I’d hardly known her, so brief was my time in her company. But Gill was going to miss Frieda deeply.
It was hard to get a handle on just how quickly things had changed.
Only a couple of days ago, we’d been sitting around on the grass outside our tent, eating melted ice cream, laughing at the ridiculousness of our lives.
Now we were sitting in the van, crying into each other’s clothing.
I couldn’t stop thinking about a similar day, just a couple of months earlier; we’d been sitting tearfully in Rusty when Frieda joined the rest of the family to wave us off.
Saying goodbye to loved ones before a long trip is always bittersweet; for Roo, never more so. She must have been terrified by the possibility that something could happen while she was hundreds, or even thousands of miles away – but she’d borne that fear alone. She’d never asked us for help, never given any indication of her own battle, going on inside her, hope against despair.
How she must have felt that day, pulling out of her driveway, leaving her mum, I can’t begin to imagine. But I think Frieda was very proud of Roo, as she stood there, waving us off on our voyage of discovery.

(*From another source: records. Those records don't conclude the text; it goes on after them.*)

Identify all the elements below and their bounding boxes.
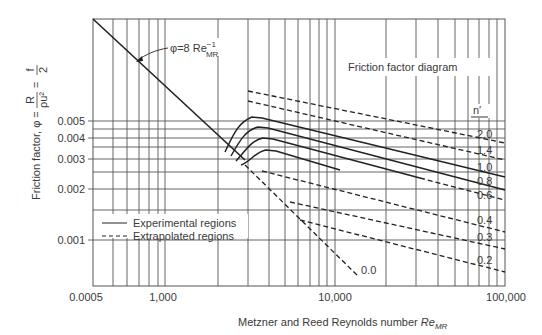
y-axis-label: Friction factor, φ = R ρu² = f 2 <box>24 65 49 200</box>
label-n-0.8: 0.8 <box>477 175 492 187</box>
series-2.0-line <box>248 91 505 143</box>
y-tick-0.003: 0.003 <box>57 153 85 165</box>
legend-solid-label: Experimental regions <box>133 217 237 229</box>
svg-text:2: 2 <box>37 67 49 73</box>
chart-title: Friction factor diagram <box>348 61 457 73</box>
label-n-0.6: 0.6 <box>477 189 492 201</box>
label-n-2.0: 2.0 <box>477 128 492 140</box>
svg-text:ρu²: ρu² <box>37 92 49 108</box>
friction-factor-chart: φ=8 Re−1MR Friction factor diagram n′ 2.… <box>0 0 542 335</box>
label-n-0.3: 0.3 <box>477 231 492 243</box>
series-1.4-line <box>248 101 505 160</box>
laminar-annotation: φ=8 Re−1MR <box>170 40 219 59</box>
y-axis-ticks <box>88 121 93 240</box>
x-tick-100000: 100,000 <box>486 291 526 303</box>
svg-text:=: = <box>30 82 42 88</box>
y-tick-0.004: 0.004 <box>57 132 85 144</box>
x-axis-label: Metzner and Reed Reynolds number ReMR <box>238 316 448 331</box>
label-n-1.0: 1.0 <box>477 161 492 173</box>
label-n-0.4: 0.4 <box>477 214 492 226</box>
svg-text:R: R <box>24 96 36 104</box>
label-n-0.2: 0.2 <box>477 254 492 266</box>
series-0.8-line <box>231 127 505 190</box>
n-prime-header: n′ <box>473 104 481 116</box>
laminar-annotation-arrow <box>138 48 168 60</box>
x-tick-10000: 10,000 <box>318 291 352 303</box>
series-0.2-line <box>300 220 505 272</box>
svg-text:Friction factor, φ =: Friction factor, φ = <box>30 111 42 200</box>
y-tick-0.001: 0.001 <box>57 234 85 246</box>
series-0.3-line <box>290 202 505 249</box>
x-tick-1000: 1,000 <box>149 291 177 303</box>
legend-dashed-label: Extrapolated regions <box>133 230 234 242</box>
x-tick-0.0005: 0.0005 <box>69 291 103 303</box>
svg-text:f: f <box>24 68 36 72</box>
y-tick-0.002: 0.002 <box>57 183 85 195</box>
label-n-1.4: 1.4 <box>477 144 492 156</box>
y-tick-0.005: 0.005 <box>57 115 85 127</box>
label-n-0.0: 0.0 <box>361 264 376 276</box>
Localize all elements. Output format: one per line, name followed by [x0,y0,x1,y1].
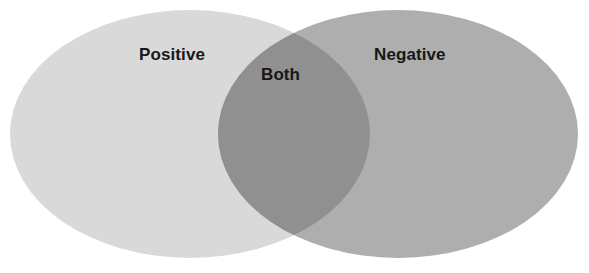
venn-label-positive: Positive [139,46,205,63]
venn-label-negative: Negative [374,46,446,63]
venn-diagram-canvas [0,0,589,273]
venn-diagram: Positive Both Negative [0,0,589,273]
venn-label-both: Both [261,66,300,83]
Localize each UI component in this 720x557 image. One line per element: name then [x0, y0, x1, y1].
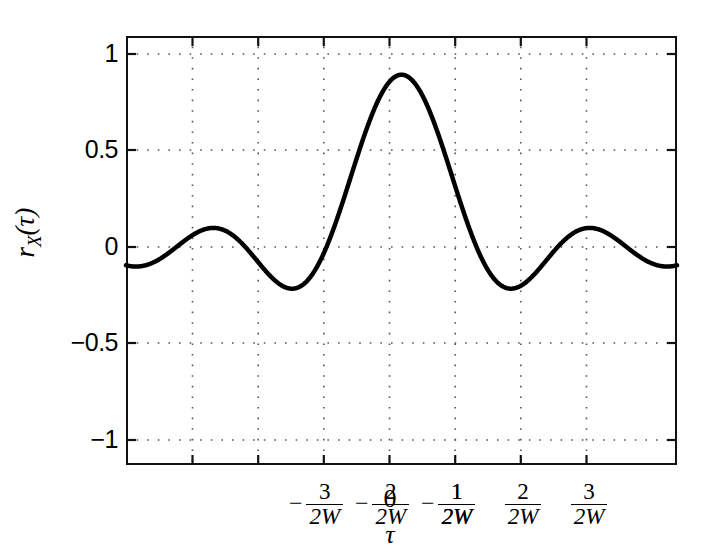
x-tick-neg3-sign: − [289, 490, 307, 517]
x-tick-label-3: 32W [544, 480, 634, 529]
y-axis-title-subscript: X [24, 235, 45, 247]
y-axis-title-base: r [10, 247, 40, 258]
y-axis-title: rX(τ) [10, 153, 45, 313]
x-tick-2-denominator: 2W [505, 504, 542, 529]
y-tick-label-neg1: −1 [8, 427, 118, 452]
x-tick-1-numerator: 1 [439, 480, 476, 504]
y-axis-title-argument: (τ) [10, 208, 40, 236]
y-tick-label-1: 1 [8, 41, 118, 66]
y-tick-label-neg0p5: −0.5 [8, 330, 118, 355]
tick-marks [126, 36, 677, 465]
x-tick-2-numerator: 2 [505, 480, 542, 504]
x-tick-2-fraction: 22W [505, 480, 542, 529]
plot-area [126, 36, 677, 465]
x-tick-1-denominator: 2W [439, 504, 476, 529]
x-tick-3-denominator: 2W [571, 504, 608, 529]
figure-canvas: 1 0.5 0 −0.5 −1 rX(τ) [0, 0, 720, 557]
sinc-curve [126, 75, 677, 289]
x-tick-3-numerator: 3 [571, 480, 608, 504]
x-axis-title: τ [350, 520, 430, 550]
x-tick-1-fraction: 12W [439, 480, 476, 529]
x-tick-0-value: 0 [384, 484, 397, 513]
x-tick-3-fraction: 32W [571, 480, 608, 529]
grid-lines [126, 36, 677, 465]
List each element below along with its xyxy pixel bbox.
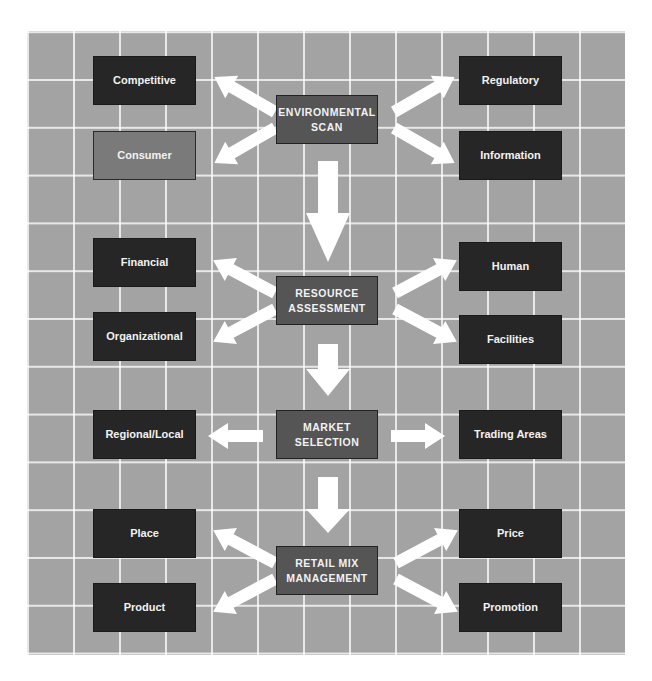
box-trading-areas: Trading Areas bbox=[459, 410, 562, 459]
box-financial: Financial bbox=[93, 238, 196, 287]
box-promotion: Promotion bbox=[459, 583, 562, 632]
box-organizational: Organizational bbox=[93, 312, 196, 361]
box-regional-local: Regional/Local bbox=[93, 410, 196, 459]
box-retail-mix-management: RETAIL MIX MANAGEMENT bbox=[276, 546, 378, 595]
box-resource-assessment: RESOURCE ASSESSMENT bbox=[276, 276, 378, 325]
box-human: Human bbox=[459, 242, 562, 291]
box-regulatory: Regulatory bbox=[459, 56, 562, 105]
box-information: Information bbox=[459, 131, 562, 180]
box-consumer: Consumer bbox=[93, 131, 196, 180]
box-product: Product bbox=[93, 583, 196, 632]
box-facilities: Facilities bbox=[459, 315, 562, 364]
box-environmental-scan: ENVIRONMENTAL SCAN bbox=[276, 95, 378, 144]
box-competitive: Competitive bbox=[93, 56, 196, 105]
box-market-selection: MARKET SELECTION bbox=[276, 410, 378, 459]
box-place: Place bbox=[93, 509, 196, 558]
box-price: Price bbox=[459, 509, 562, 558]
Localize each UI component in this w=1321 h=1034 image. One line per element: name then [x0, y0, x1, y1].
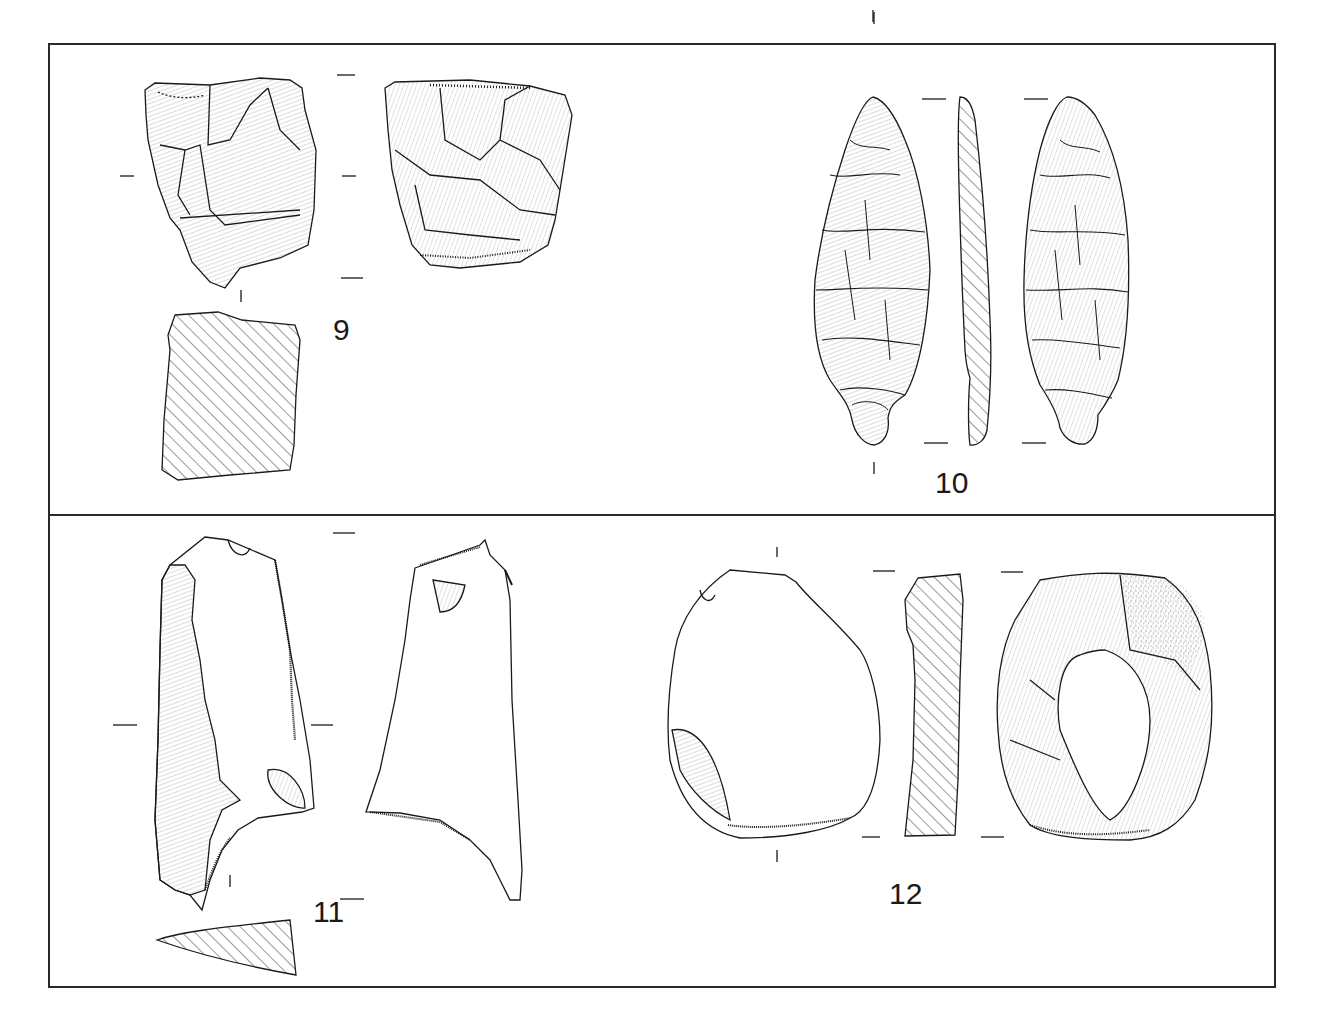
figure-11-face-a — [155, 537, 314, 910]
figure-12-section — [905, 574, 963, 836]
figure-11-section — [157, 920, 296, 975]
figure-9-section — [162, 312, 300, 480]
figure-12-face-b — [997, 573, 1212, 840]
artifact-drawings — [0, 0, 1321, 1034]
figure-label-11: 11 — [313, 895, 344, 929]
figure-10-face-b — [1024, 97, 1129, 444]
figure-9-face-b — [385, 80, 572, 268]
figure-11-face-b — [366, 540, 522, 900]
figure-9-face-a — [145, 78, 316, 288]
figure-10-profile-section — [959, 97, 991, 445]
figure-10-face-a — [814, 97, 930, 445]
figure-label-12: 12 — [889, 877, 922, 911]
figure-label-10: 10 — [935, 466, 968, 500]
figure-12-face-a — [668, 570, 880, 838]
figure-label-9: 9 — [333, 313, 350, 347]
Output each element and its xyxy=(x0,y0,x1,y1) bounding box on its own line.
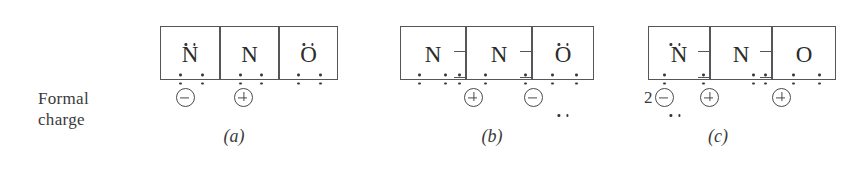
circled-minus-icon xyxy=(176,88,195,107)
electron-dot xyxy=(418,73,421,76)
electron-dot xyxy=(752,73,755,76)
electron-dot xyxy=(566,114,569,117)
electron-dot xyxy=(524,73,527,76)
electron-dot xyxy=(524,82,527,85)
circled-minus-icon xyxy=(524,88,543,107)
lone-pair-o1-right xyxy=(319,73,351,84)
structure-c-charges: 2 xyxy=(648,88,844,114)
electron-dot xyxy=(458,82,461,85)
lone-pair-n2-left xyxy=(239,73,242,84)
atom-box-o1: O xyxy=(532,26,594,80)
lone-pair-n1-left xyxy=(418,73,421,84)
structure-a-boxes: N N O xyxy=(160,26,340,80)
electron-dot xyxy=(669,114,672,117)
electron-dot xyxy=(319,73,322,76)
electron-dot xyxy=(663,82,666,85)
formal-charge-b-1 xyxy=(462,88,483,107)
electron-dot xyxy=(297,82,300,85)
circled-plus-icon xyxy=(234,88,253,107)
electron-dot xyxy=(297,73,300,76)
electron-dot xyxy=(702,73,705,76)
circled-minus-icon xyxy=(655,88,674,107)
lewis-structure-figure: Formal charge N N O xyxy=(0,0,844,174)
atom-symbol-n2: N xyxy=(733,43,750,66)
electron-dot xyxy=(575,82,578,85)
atom-symbol-n1: N xyxy=(182,43,199,66)
electron-dot xyxy=(201,82,204,85)
formal-charge-a-1 xyxy=(174,88,195,107)
atom-box-n2: N xyxy=(220,26,279,80)
lone-pair-o1-left xyxy=(792,73,795,84)
electron-dot xyxy=(311,43,314,46)
structure-b-boxes: N N O xyxy=(400,26,594,80)
structure-a: N N O xyxy=(160,0,360,174)
formal-charge-label-line2: charge xyxy=(38,109,158,130)
electron-dot xyxy=(484,82,487,85)
bonding-pair-n2-o xyxy=(764,73,767,84)
circled-plus-icon xyxy=(464,88,483,107)
lone-pair-o1-left xyxy=(297,73,300,84)
atom-symbol-n2: N xyxy=(241,43,258,66)
lone-pair-n1-top xyxy=(669,43,680,46)
electron-dot xyxy=(566,43,569,46)
atom-symbol-n2: N xyxy=(491,43,508,66)
electron-dot xyxy=(458,73,461,76)
structure-caption-b: (b) xyxy=(462,126,522,147)
lone-pair-o1-right xyxy=(818,73,844,84)
bonding-pair-n1-n2 xyxy=(458,73,461,84)
electron-dot xyxy=(678,114,681,117)
charge-multiplier: 2 xyxy=(644,89,653,107)
formal-charge-label: Formal charge xyxy=(38,88,158,130)
electron-dot xyxy=(484,73,487,76)
electron-dot xyxy=(319,82,322,85)
atom-symbol-o1: O xyxy=(796,43,813,66)
electron-dot xyxy=(239,82,242,85)
structure-c-boxes: N N O xyxy=(648,26,836,80)
atom-symbol-o1: O xyxy=(300,43,317,66)
circled-plus-icon xyxy=(700,88,719,107)
bonding-pair-n1-n2 xyxy=(702,73,705,84)
structure-caption-a: (a) xyxy=(204,126,264,147)
electron-dot xyxy=(792,73,795,76)
electron-dot xyxy=(557,114,560,117)
atom-symbol-o1: O xyxy=(555,43,572,66)
circled-plus-icon xyxy=(772,88,791,107)
electron-dot xyxy=(764,82,767,85)
electron-dot xyxy=(575,73,578,76)
formal-charge-c-3 xyxy=(770,88,791,107)
electron-dot xyxy=(184,43,187,46)
electron-dot xyxy=(193,43,196,46)
lone-pair-o1-top xyxy=(557,43,568,46)
structure-b-charges xyxy=(400,88,610,114)
electron-dot xyxy=(302,43,305,46)
electron-dot xyxy=(702,82,705,85)
structure-caption-c: (c) xyxy=(688,126,748,147)
lone-pair-o1-left xyxy=(551,73,554,84)
formal-charge-b-2 xyxy=(522,88,543,107)
formal-charge-label-line1: Formal xyxy=(38,88,158,109)
lone-pair-n1-left xyxy=(179,73,182,84)
lone-pair-o1-right xyxy=(575,73,605,84)
electron-dot xyxy=(818,73,821,76)
electron-dot xyxy=(678,43,681,46)
electron-dot xyxy=(418,82,421,85)
atom-symbol-n1: N xyxy=(671,43,688,66)
structure-b: N N O xyxy=(400,0,610,174)
electron-dot xyxy=(551,73,554,76)
structure-a-charges xyxy=(160,88,360,114)
electron-dot xyxy=(818,82,821,85)
lone-pair-n1-top xyxy=(184,43,195,46)
electron-dot xyxy=(764,73,767,76)
electron-dot xyxy=(201,73,204,76)
electron-dot xyxy=(239,73,242,76)
electron-dot xyxy=(669,43,672,46)
formal-charge-c-1: 2 xyxy=(644,88,674,107)
lone-pair-o1-top xyxy=(302,43,313,46)
electron-dot xyxy=(557,43,560,46)
atom-symbol-n1: N xyxy=(425,43,442,66)
bonding-pair-n2-o xyxy=(524,73,527,84)
electron-dot xyxy=(752,82,755,85)
electron-dot xyxy=(260,82,263,85)
formal-charge-c-2 xyxy=(698,88,719,107)
lone-pair-n2-left xyxy=(484,73,487,84)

She’d wished us all a safe journey.
And we had no idea, back then, but that was the last time we’d see her alive.
When Gill and I pulled ourselves together, and drove back to the campsite, there was only one issue left for us to discuss.
What to do next.
It was impossible to think about work. That normality seemed so remote from where we were now, so tied to a previous life, where the worst things in the world were back-ache and sunburn. But we had to go in and explain the situation at least.
And there were other mundane concerns.
Problems we’d faced as a trio, but now had to face on our own.
As always, finance was the ugliest of them.
We’d worked for a few weeks now, and had finally broken even on our traveling expenses to date. We’d even saved a bit of cash, and in a fit of excitement at our new-found affluence, we’d spent a thousand dollars buying a laptop on eBay.
The damn thing still hadn’t arrived.
All of which put us in a fairly awkward position.
We were currently parked at the furthest possible point from Perth.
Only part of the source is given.